President Donald Trump reportedly has dropped Joe Lieberman, a one-time Democrat who was the first Jewish candidate on a major party presidential ticket, from his list of contenders to helm the FBI.

Trump had indicated last week that Lieberman, a former U.S. senator from Connecticut and an Independent who has forged strong ties with Republicans and Democrats, was his likeliest pick. Lieberman was seen by Trump’s team as a sop to members of both parties angry with Trump for how he fired James Comey, the previous FBI director.

But Democrats in the Senate, chief among them Sen. Brian Schatz, D-Hawaii, raised concerns because Lieberman is employed by the legal firm Kasowitz, Benson, Torres and Friedman, which represents Trump. CNN reported Wednesday that Trump had retained the firm’s top lawyer, Marc Kasowitz, as personal counsel as scandals besieged Trump’s presidency, and that was likely a factor in Lieberman’s removal from contention for the FBI post.

Comey was helming the investigation into alleged ties between Russia and the Trump campaign when Trump sacked him earlier this month.

The White House delivered an array of sometimes conflicting reasons for the dismissal, saying at first that Comey mishandled last year’s FBI inquiry into Democratic nominee Hillary Clinton’s use of a private email server when she was secretary of state. Then Trump acknowledged that he was also thinking of the Russia inquiry when he fired Comey.

Comey’s firing and subsequent reporting that Trump had tried to influence Comey’s handling of the Trump campaign-Russia investigation was a watershed in the scandals that have plagued Trump’s young presidency. Republicans in Congress seemed eager for the first time to vigorously pursue their own investigations into the alleged Russia ties, and last week subpoenaed materials related to the Russia investigations.

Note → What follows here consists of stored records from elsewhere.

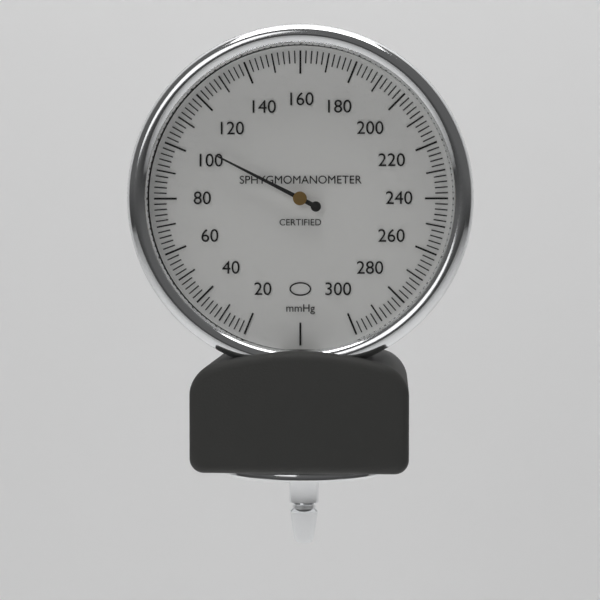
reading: 104 mmHg
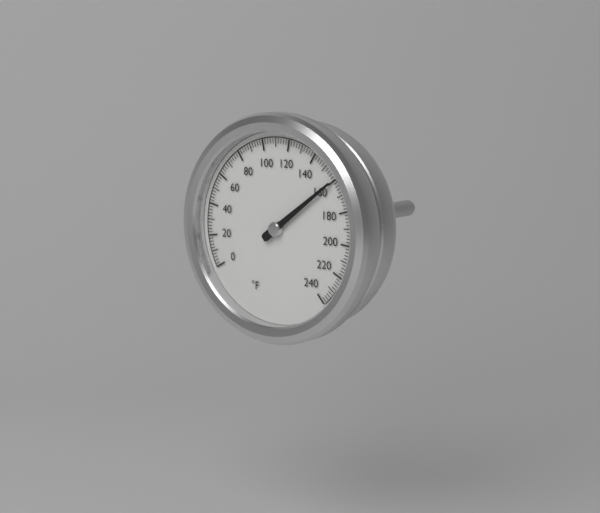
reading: 160 °F
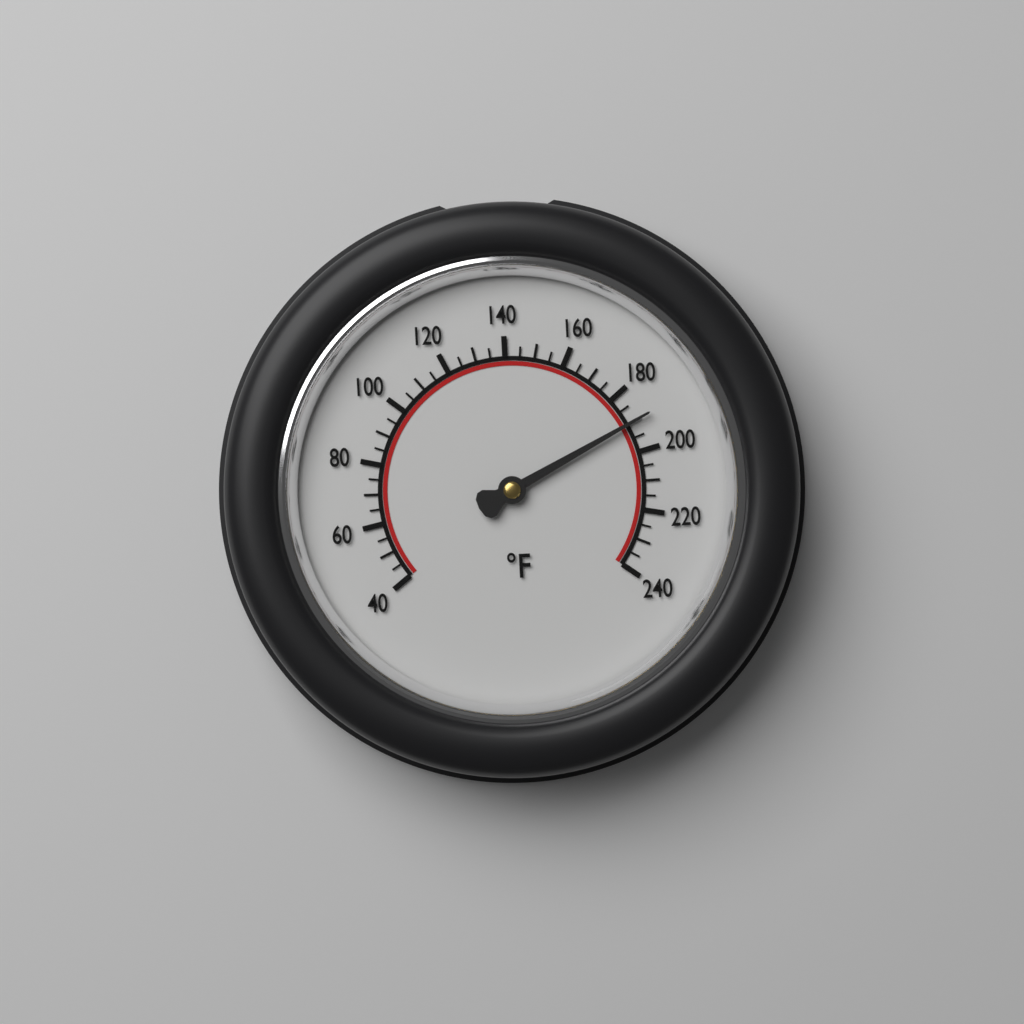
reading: 190 °F
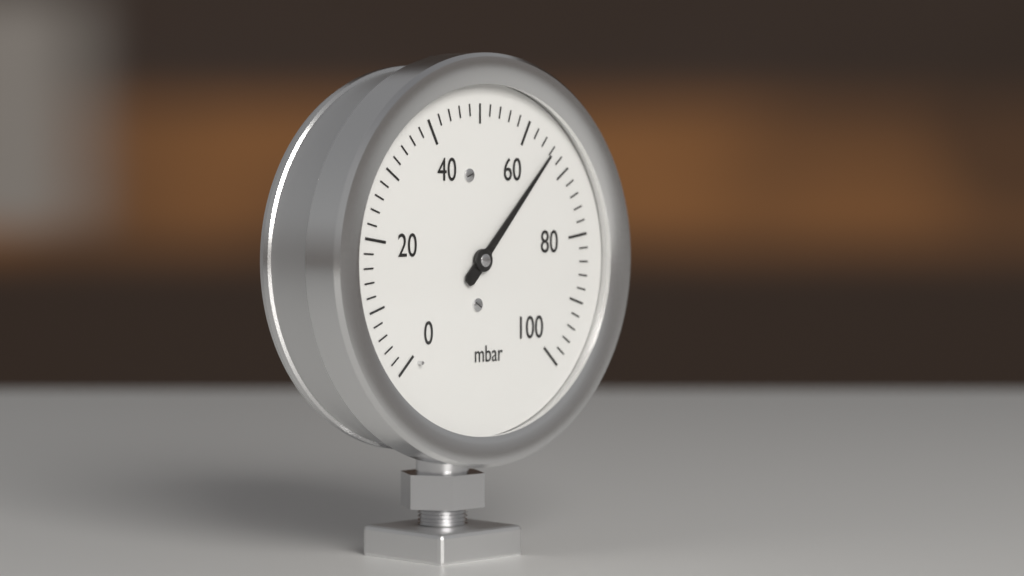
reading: 66 mbar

Lieberman earned a reputation for integrity in the late 1990s when he became the first Senate Democrat to take President Bill Clinton to task for his transgressions related to his affair with a White House intern.

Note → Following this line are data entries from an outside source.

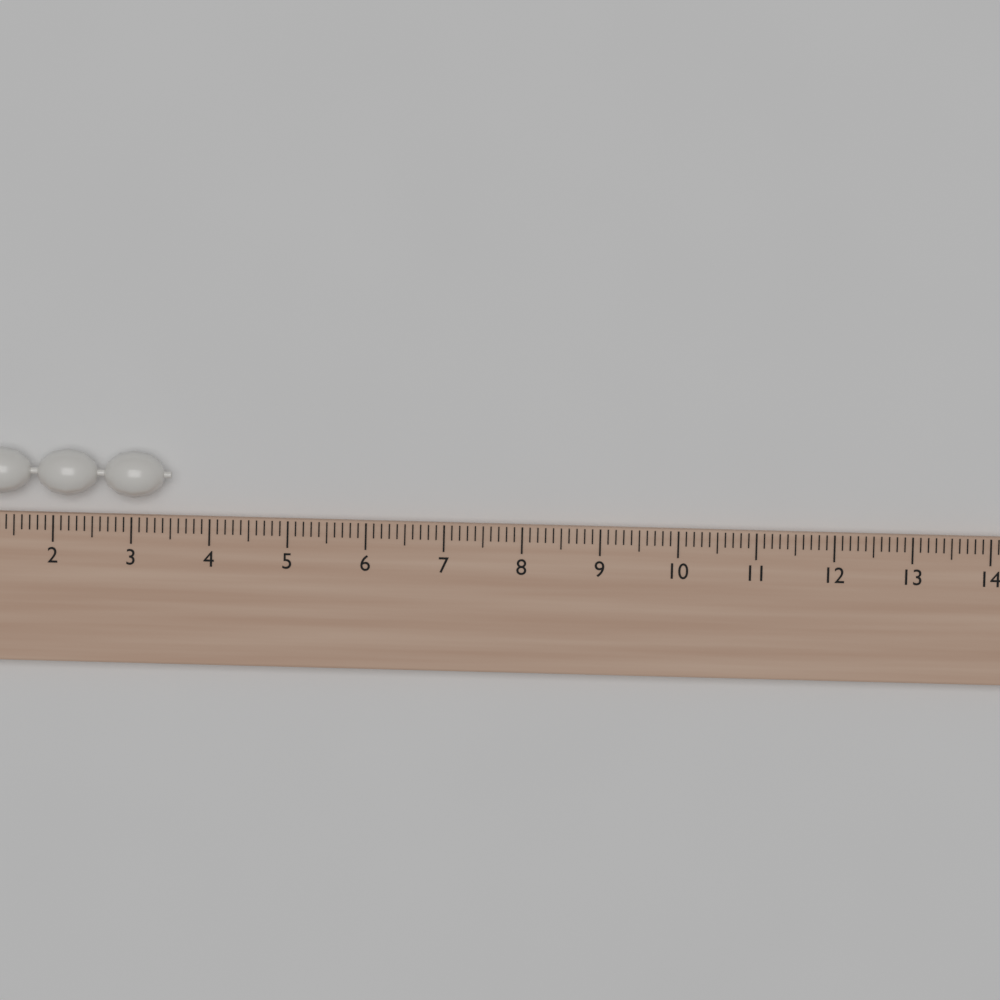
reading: 3.5 (no unit)
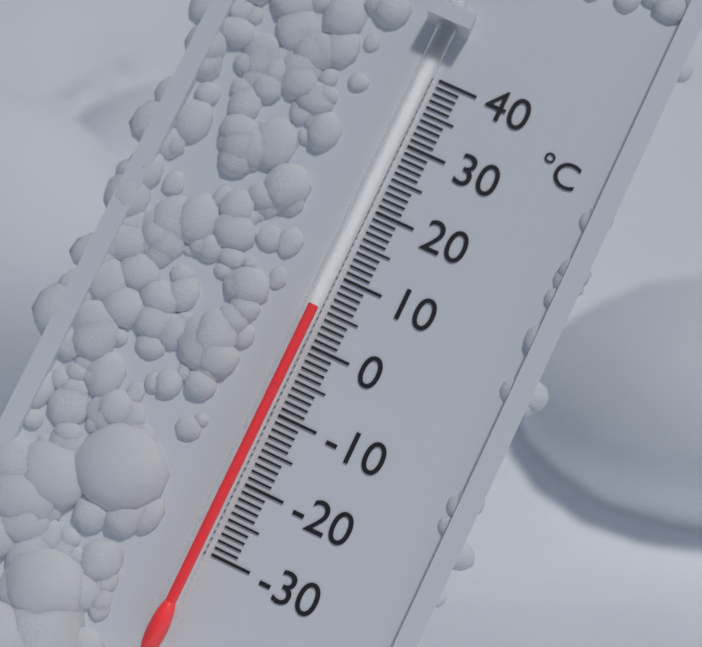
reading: 5 °C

Vice President Al Gore, the Democratic presidential nominee in 2000, made history when he named Lieberman, an Orthodox Jew, as his running mate.

Lieberman alienated grassroots Democrats in the next decade when he backed President George W. Bush’s Iraq War, and in 2006 was defeated in the Democratic primary in his home state. He ran and won as an Independent, and backed his close friend, Republican Sen. John McCain of Arizona, over Barack Obama in the 2008 election. He retired from politics in 2012.

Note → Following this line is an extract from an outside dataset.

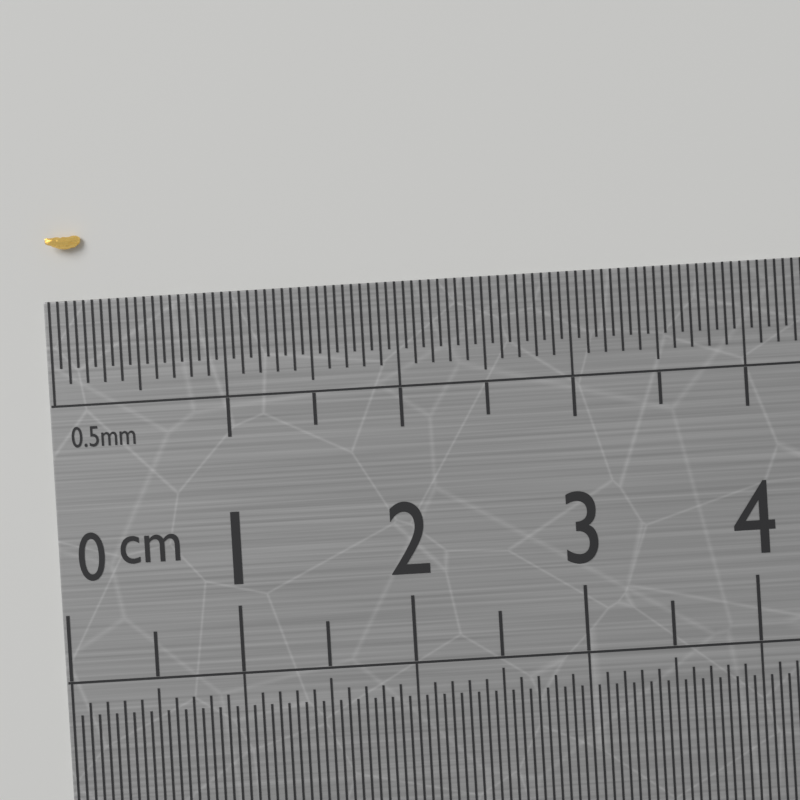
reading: 0.20 cm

Since then, Lieberman has gravitated back toward the Democratic fold, campaigning among Florida’s Jews last year for Clinton. He still maintains ties with Republicans, however, this year testifying on behalf of two Trump nominees in confirmation hearings: Betsy DeVos, the education secretary, and David Friedman, the U.S. ambassador to Israel, who is the “Friedman” in the legal firm representing Trump.